The truth is that the things I did do, like couriering hundreds of thousands of pounds of cash around for Howard – all happened before the children were born. There were two different stages in our life together: me actively being naughty and me wanting to be straight because of the kids.

In the new film they’ve made about us, they have me travelling on a false passport with Myfanwy (Howard’s daughter from his relationship with Rosie) who, in the film, they’ve made into my daughter. I said, ‘I really object to this because I never travelled on a false passport with the children.’ They said, ‘Well, we’ll cut Myfanwy out altogether then.’ I said, ‘You can’t do that.’ So they left that bit in, but it’s completely inaccurate. Once the kids were born, I kept my head down and toed the line completely, which was why it seemed ludicrous that the Americans might be out to get me.

Tom showed us the documents about Howard and me being investigated about two years before we were actually arrested. After that, whenever we heard from him, my name never came up. It was just Howard who was mentioned. Howard kept thinking that by paying Tom more and more money he could keep them away. I didn’t trust Tom and thought he was just taking the money off Howard. Howard wouldn’t have it. Tom wouldn’t do that to him.

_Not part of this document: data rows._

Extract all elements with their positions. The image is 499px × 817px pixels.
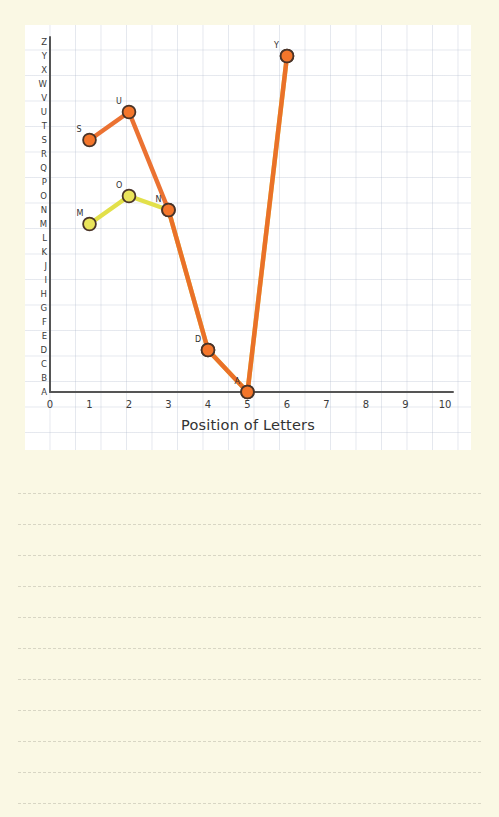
note-rule-line xyxy=(18,679,481,680)
x-tick-label-7: 7 xyxy=(316,399,338,410)
note-rule-line xyxy=(18,741,481,742)
x-tick-label-9: 9 xyxy=(395,399,417,410)
worksheet-page: ZYXWVUTSRQPONMLKJIHGFEDCBA 012345678910 … xyxy=(0,0,499,817)
x-tick-label-4: 4 xyxy=(197,399,219,410)
point-label-o-7: O xyxy=(116,181,122,190)
note-rule-line xyxy=(18,493,481,494)
point-label-d-3: D xyxy=(195,335,201,344)
x-tick-label-0: 0 xyxy=(39,399,61,410)
point-label-m-6: M xyxy=(77,209,84,218)
point-label-n-2: N xyxy=(156,195,162,204)
point-label-a-4: A xyxy=(235,377,240,386)
note-rule-line xyxy=(18,617,481,618)
note-rule-line xyxy=(18,555,481,556)
note-rule-line xyxy=(18,710,481,711)
x-tick-label-6: 6 xyxy=(276,399,298,410)
note-rule-line xyxy=(18,586,481,587)
graph-paper-panel: ZYXWVUTSRQPONMLKJIHGFEDCBA 012345678910 … xyxy=(25,25,471,450)
ruled-note-lines xyxy=(0,455,499,817)
x-tick-label-10: 10 xyxy=(434,399,456,410)
note-rule-line xyxy=(18,772,481,773)
note-rule-line xyxy=(18,524,481,525)
data-point-sunday-u[interactable] xyxy=(123,106,136,119)
series-line-sunday xyxy=(90,56,288,392)
x-axis-title: Position of Letters xyxy=(25,417,471,433)
series-line-monday xyxy=(90,56,288,392)
line-plot xyxy=(25,25,471,450)
x-tick-label-2: 2 xyxy=(118,399,140,410)
x-tick-label-3: 3 xyxy=(158,399,180,410)
data-point-sunday-y[interactable] xyxy=(281,50,294,63)
x-tick-label-8: 8 xyxy=(355,399,377,410)
point-label-s-0: S xyxy=(77,125,82,134)
note-rule-line xyxy=(18,648,481,649)
data-point-monday-o[interactable] xyxy=(123,190,136,203)
point-label-y-5: Y xyxy=(274,41,279,50)
x-tick-label-5: 5 xyxy=(237,399,259,410)
data-point-sunday-s[interactable] xyxy=(83,134,96,147)
data-point-sunday-a[interactable] xyxy=(241,386,254,399)
chart-area: ZYXWVUTSRQPONMLKJIHGFEDCBA 012345678910 … xyxy=(25,25,471,450)
note-rule-line xyxy=(18,803,481,804)
point-label-u-1: U xyxy=(116,97,122,106)
x-tick-label-1: 1 xyxy=(79,399,101,410)
data-point-monday-m[interactable] xyxy=(83,218,96,231)
data-point-sunday-n[interactable] xyxy=(162,204,175,217)
data-point-sunday-d[interactable] xyxy=(202,344,215,357)
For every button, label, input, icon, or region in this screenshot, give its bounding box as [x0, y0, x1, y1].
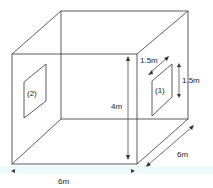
window1-height-dimension [177, 63, 181, 98]
depth-label: 6m [177, 150, 188, 159]
floor-band [0, 166, 213, 174]
depth-dimension [146, 125, 194, 167]
window1-height-label: 1.5m [182, 76, 200, 85]
room-diagram: (2) (1) 1.5m 1.5m 4m 6m 6m [0, 0, 213, 188]
height-dimension [126, 56, 130, 160]
width-label: 6m [58, 177, 69, 186]
window-2-label: (2) [27, 89, 37, 98]
window-1-label: (1) [155, 86, 165, 95]
window1-width-label: 1.5m [140, 56, 158, 65]
height-label: 4m [111, 102, 122, 111]
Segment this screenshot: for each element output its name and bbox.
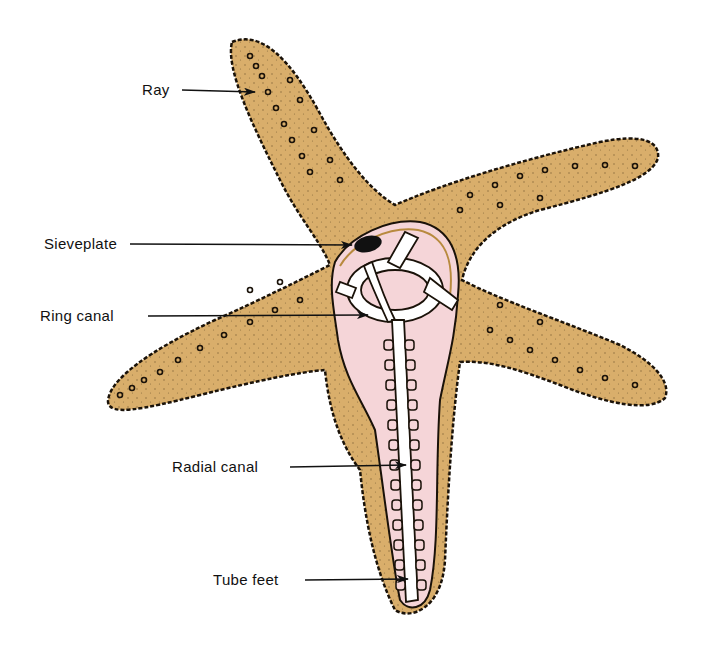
starfish-body: [108, 39, 666, 613]
tube-feet-arrow: [305, 579, 408, 580]
ring-canal-arrow: [148, 315, 368, 316]
label-sieveplate: Sieveplate: [44, 235, 117, 253]
label-radial-canal: Radial canal: [172, 458, 258, 476]
sieveplate-arrow: [130, 244, 352, 245]
label-ring-canal: Ring canal: [40, 307, 114, 325]
label-ray: Ray: [142, 81, 170, 99]
label-tube-feet: Tube feet: [213, 571, 279, 589]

The problem is, Howard is completely narcissistic (although at the time I failed to recognise it). He thought no one would ever grass him up and no one would ever catch him out. He really believed he would never be caught, so even knowing that he was being watched, he still carried on making deals.

He had made friends with the infamous Lord Moyni-han in the Philippines. Even though he was told that Moynihan was secretly working for the DEA, Howard carried on dealing with him. How crazy is that? That’s what I mean about him being an egotist. He simply couldn’t believe he was being set up. Howard even sent Moynihan over to see my brother Patrick in Miami to talk about money laundering. Patrick hadn’t been involved in anything dodgy for years but that’s what led to his arrest and to all of us being arrested because, before that, Craig Lovato – the DEA agent who had made it a personal crusade to hunt Howard down – couldn’t get any state to bring the charges against us. They had to find a crime in a particular state. By Moyni-han being introduced to Patrick, it gave them the evidence they needed to bring charges in a Florida courtroom. I have never been able to understand why Howard put Moynihan in touch with Patrick and never said ‘Oh, by the way he’s working for the DEA’.